[2] 1 Corinthians xv. 3, 4; Acts xiii. 28, 29; Deuteronomy xxi. 22, 23; John xix. 31-39; Luke xxxiii. 50-54; Mark xv. 42-46; Matthew xxvii. 57-60.

[3] It does not appear that there was a formal meeting of the Sanhedrim, and the act may have proceeded from the more violent members of it. The time may have been during their Sabbath, or at its close, which would have been in season. Lange, Vol. III., p. 343; Farrar, c. 62.

[4] Matthew xxviii. 15; Dialogue, c. 108.

[5] Mary, the mother of James, Salome, Joanna, wife of Chuza, Herod’s steward, and other women from Galilee who beheld the sepulchre and where he was laid. They may not have come all at the same time, but in different companies. Matthew xvii. 55, 56, and xxviii, 1-7; Mark xv. 40, 41, 47, and xvi. 1-8; Luke xxiii. 49, 55, 56, and xxiv. 1-10; John xx. 1; Lange, Vol. III., pp. 362, 368.

[6] The Forty Days after Our Lord’s Resurrection, by Rev. William Hanna, LL.D., p. 53.

[7] The words “as they went to tell his disciples,” in our common version, are wanting in the Sinaitic and Vatican manuscripts. Their omission in the Revised Version removes a difficulty. The true text does not state when it was, that Jesus met them.
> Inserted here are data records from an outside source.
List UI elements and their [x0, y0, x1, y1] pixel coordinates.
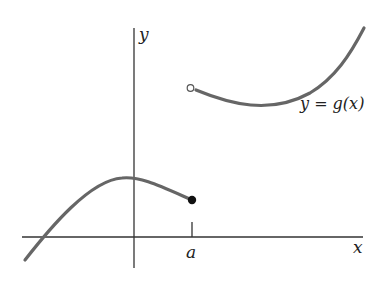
y-axis-label: y: [138, 24, 149, 44]
x-axis-label: x: [353, 237, 363, 257]
graph-svg: y x a y = g(x): [0, 0, 387, 284]
graph-figure: y x a y = g(x): [0, 0, 387, 284]
curve-left-piece: [25, 178, 192, 260]
closed-endpoint-dot: [188, 196, 196, 204]
tick-label-a: a: [186, 242, 196, 262]
open-endpoint-circle: [187, 85, 194, 92]
curve-label: y = g(x): [299, 94, 364, 113]
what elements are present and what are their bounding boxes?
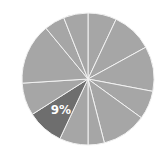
slice-percentage-label: 9%: [51, 103, 71, 117]
pie-labels: 9%: [51, 103, 71, 117]
pie-chart: 9%: [0, 0, 163, 154]
pie-slices: [22, 13, 154, 145]
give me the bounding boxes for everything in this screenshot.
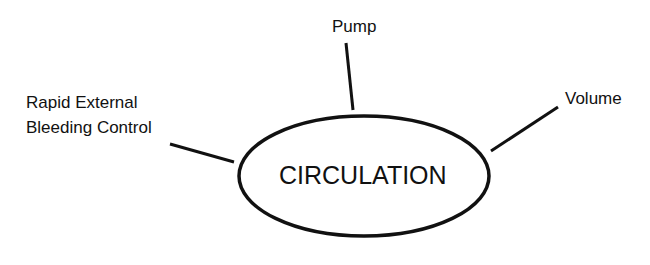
connector-volume [491,107,558,151]
node-volume-label: Volume [565,88,622,109]
connector-bleeding [170,144,234,162]
center-label: CIRCULATION [279,161,447,190]
node-bleeding-label-line1: Rapid External [26,92,138,113]
node-bleeding-label-line2: Bleeding Control [26,117,152,138]
connector-pump [346,43,353,110]
node-pump-label: Pump [332,16,376,37]
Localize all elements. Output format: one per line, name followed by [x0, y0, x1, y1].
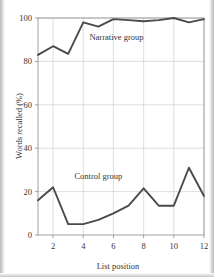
x-axis-tick-label: 6 — [111, 241, 115, 251]
y-axis-tick-label: 40 — [24, 143, 33, 153]
series-annotation-control-group: Control group — [74, 171, 122, 181]
y-axis-tick-label: 80 — [24, 56, 33, 66]
figure-page: 020406080100 24681012 Narrative groupCon… — [0, 0, 214, 277]
x-axis-tick-label: 4 — [81, 241, 86, 251]
chart-canvas: 020406080100 24681012 Narrative groupCon… — [0, 0, 214, 277]
x-axis-tick-labels: 24681012 — [51, 241, 208, 251]
x-axis-tick-label: 2 — [51, 241, 55, 251]
data-series — [38, 18, 204, 224]
series-annotation-narrative-group: Narrative group — [89, 32, 143, 42]
y-axis-tick-label: 20 — [24, 187, 33, 197]
series-annotations: Narrative groupControl group — [74, 32, 143, 181]
line-chart: 020406080100 24681012 Narrative groupCon… — [0, 0, 214, 277]
y-axis-tick-label: 100 — [19, 13, 32, 23]
y-axis-tick-label: 0 — [28, 230, 32, 240]
y-axis-title: Words recalled (%) — [14, 93, 24, 159]
x-axis-tick-label: 10 — [170, 241, 179, 251]
x-axis-tick-label: 8 — [142, 241, 146, 251]
y-axis-tick-label: 60 — [24, 100, 33, 110]
x-axis-tick-label: 12 — [200, 241, 209, 251]
x-axis-title: List position — [97, 261, 140, 271]
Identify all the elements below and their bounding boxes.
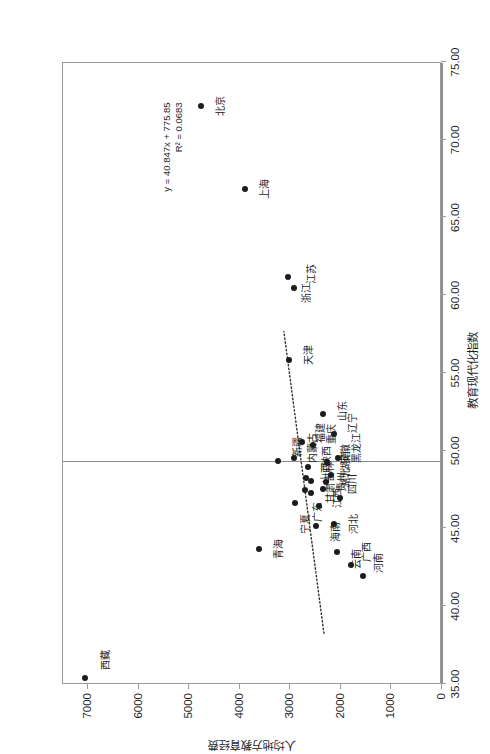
data-point bbox=[310, 442, 316, 448]
y-axis-tick-label: 5000 bbox=[182, 693, 194, 740]
y-axis-tick bbox=[188, 684, 189, 689]
x-axis-tick-label: 45.00 bbox=[449, 514, 461, 543]
y-axis-tick bbox=[390, 684, 391, 689]
data-point-label: 河南 bbox=[370, 553, 385, 573]
data-point bbox=[82, 675, 88, 681]
y-axis-tick bbox=[441, 684, 442, 689]
data-point bbox=[198, 103, 204, 109]
data-point bbox=[256, 546, 262, 552]
y-axis-tick-label: 7000 bbox=[81, 693, 93, 740]
x-axis-tick-label: 55.00 bbox=[449, 359, 461, 388]
x-axis-title: 教育现代化指数 bbox=[464, 332, 480, 409]
trendline-equation-annotation: y = 40.847x + 775.85 R² = 0.0683 bbox=[161, 102, 185, 191]
data-point bbox=[291, 455, 297, 461]
x-axis-tick bbox=[441, 450, 446, 451]
trendline-r2-text: R² = 0.0683 bbox=[173, 102, 185, 191]
x-axis-tick-label: 60.00 bbox=[449, 281, 461, 310]
y-axis-tick bbox=[340, 684, 341, 689]
y-axis-tick-label: 0 bbox=[435, 693, 447, 740]
data-point-label: 河北 bbox=[345, 514, 360, 534]
y-axis-tick-label: 3000 bbox=[283, 693, 295, 740]
y-axis-tick bbox=[289, 684, 290, 689]
x-axis-tick-label: 75.00 bbox=[449, 48, 461, 77]
data-point-label: 浙江 bbox=[298, 283, 313, 303]
data-point-label: 青海 bbox=[270, 539, 285, 559]
data-point bbox=[360, 573, 366, 579]
data-point-label: 四川 bbox=[344, 474, 359, 494]
data-point bbox=[316, 503, 322, 509]
data-point bbox=[275, 458, 281, 464]
data-point bbox=[308, 490, 314, 496]
y-axis-tick bbox=[239, 684, 240, 689]
x-axis-tick-label: 70.00 bbox=[449, 125, 461, 154]
data-point bbox=[308, 478, 314, 484]
data-point-label: 江苏 bbox=[303, 264, 318, 284]
x-axis-tick-label: 50.00 bbox=[449, 436, 461, 465]
data-point-label: 湖南 bbox=[337, 451, 352, 471]
y-axis-tick-label: 1000 bbox=[384, 693, 396, 740]
data-point-label: 西藏 bbox=[97, 650, 112, 670]
y-axis-tick-label: 6000 bbox=[132, 693, 144, 740]
x-axis-tick-label: 40.00 bbox=[449, 592, 461, 621]
data-point-label: 辽宁 bbox=[344, 413, 359, 433]
x-axis-tick-label: 35.00 bbox=[449, 670, 461, 699]
data-point bbox=[292, 500, 298, 506]
data-point bbox=[334, 549, 340, 555]
data-point bbox=[328, 472, 334, 478]
data-point bbox=[323, 479, 329, 485]
data-point bbox=[242, 186, 248, 192]
x-axis-tick bbox=[441, 294, 446, 295]
y-axis-tick-label: 4000 bbox=[233, 693, 245, 740]
y-axis-title: 人均地方教育经费 bbox=[208, 738, 296, 754]
x-axis-tick bbox=[441, 61, 446, 62]
data-point bbox=[331, 431, 337, 437]
x-axis-tick bbox=[441, 139, 446, 140]
data-point bbox=[324, 459, 330, 465]
data-point bbox=[313, 523, 319, 529]
data-point bbox=[303, 475, 309, 481]
x-axis-tick bbox=[441, 605, 446, 606]
data-point bbox=[305, 464, 311, 470]
x-axis-tick bbox=[441, 217, 446, 218]
data-point-label: 天津 bbox=[300, 345, 315, 365]
data-point bbox=[285, 274, 291, 280]
data-point bbox=[331, 521, 337, 527]
data-point bbox=[291, 285, 297, 291]
x-axis-tick bbox=[441, 372, 446, 373]
data-point bbox=[320, 486, 326, 492]
y-axis-tick bbox=[138, 684, 139, 689]
data-point bbox=[320, 411, 326, 417]
data-point bbox=[337, 495, 343, 501]
y-axis-tick-label: 2000 bbox=[334, 693, 346, 740]
plot-area: 西藏北京上海青海新疆天津江苏浙江宁夏内蒙古广东福建陕西吉林甘肃山西重庆海南江西贵… bbox=[62, 62, 441, 684]
data-point bbox=[286, 357, 292, 363]
trendline-equation-text: y = 40.847x + 775.85 bbox=[161, 102, 173, 191]
x-axis-tick bbox=[441, 528, 446, 529]
data-point bbox=[299, 439, 305, 445]
trendline bbox=[63, 61, 442, 683]
y-axis-tick bbox=[87, 684, 88, 689]
x-axis-tick-label: 65.00 bbox=[449, 203, 461, 232]
data-point-label: 北京 bbox=[212, 96, 227, 116]
data-point bbox=[348, 562, 354, 568]
data-point-label: 上海 bbox=[256, 179, 271, 199]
[8] Lange, Vol. III., p. 383.

[9] All attempts to identify this with certainty, out of the numerous villages in the vicinity of Jerusalem, have failed. See Lange, Vol. III.; Robinson, Vol. III., pp. 146-150; Barnes’ Notes, Vol. II., p. 107.

[10] 1 Corinthians xv. 6; Matthew xxviii. 7, 10, 16; Mark xvi. 7, 15, 18; Lange, Vol. III., p. 411; Farrar, c. 62; Hanna’s Forty Days, c. 8, p. 185; c. 9, p. 229; Geikie, c. 64.